Tuition for the 2011-12 school year will be $6,240 -- an increase of 7.5 percent, or $436, per full time, in-state student. The state system will receive more than $90 million less in state and federal funding next year than it did this year, which works out to about $802 per full-time student.
"We will not ask our students to bear the entire burden of the budget cuts we are facing," said Chancellor John C. Cavanaugh. "The tuition increase approved by the board today will fall significantly short of the funding we need to replace what we lost."
The state system also Thursday raised a technology fee paid by all students from $232 per year to $348 per year.

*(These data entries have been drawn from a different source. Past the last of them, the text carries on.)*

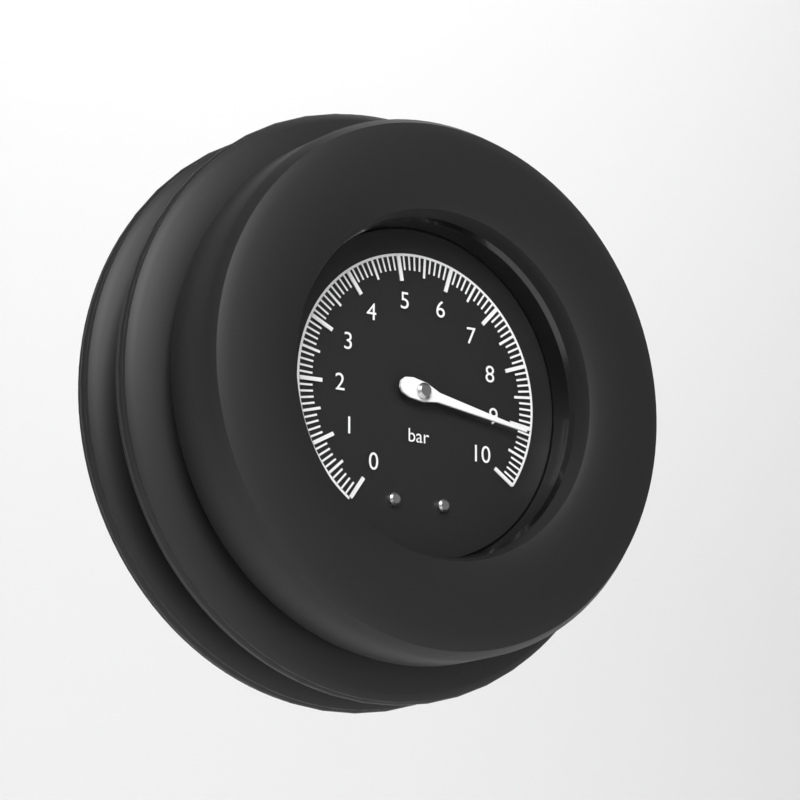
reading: 9.1 bar
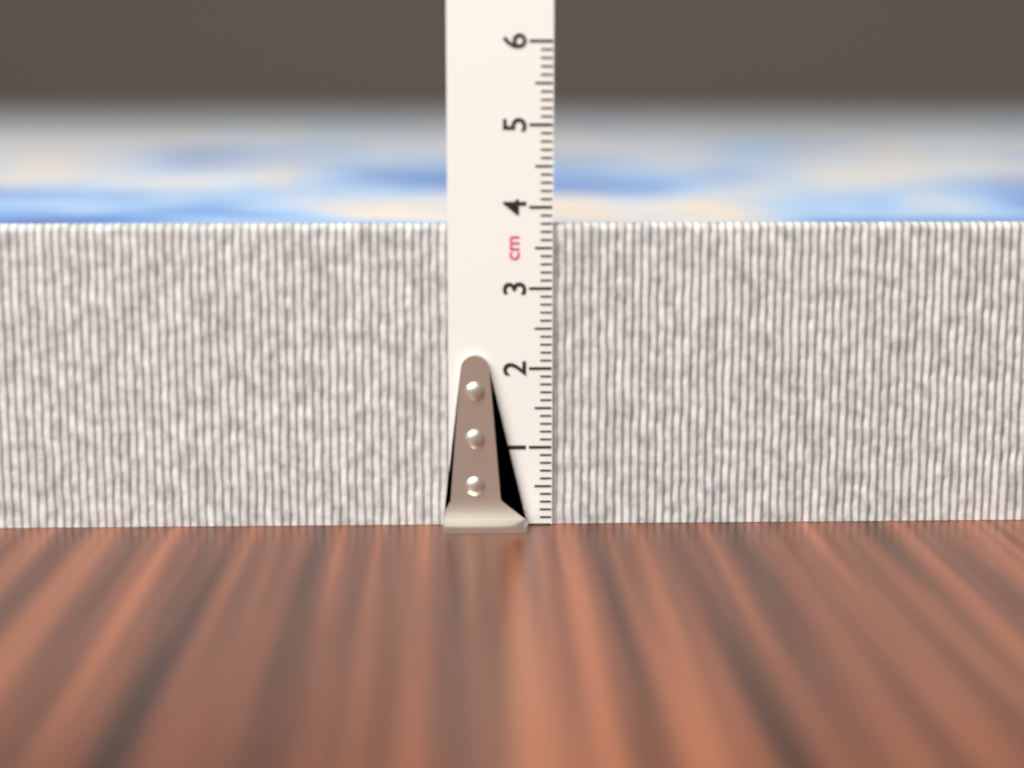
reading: 3.8 cm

Nearly 120,000 students attend the 14 universities that make the state system. It will now be up to those individual campuses to make cuts or increase fees to balance their budgets.
"We're still doing calculations about exactly what this will mean," said Michelle Fryling, spokeswoman for Indiana University of Pennsylvania. "We are relieved that our students are not shouldering the entire bulk of the gap."
Where those cuts will come from remains to be seen, said Kevin Kodish, spokesman for the Association of Pennsylvania State College and University Faculties.
"It's going to be very challenging for the state system to move forward," he said. "We've set enrollment records -- it's hard to make instructional cuts when you have more and more demand."
The system has had higher percentage increases -- including a more than 15 percent increase for the 1991-92 school year -- but has never had a dollar increase more than $400 before.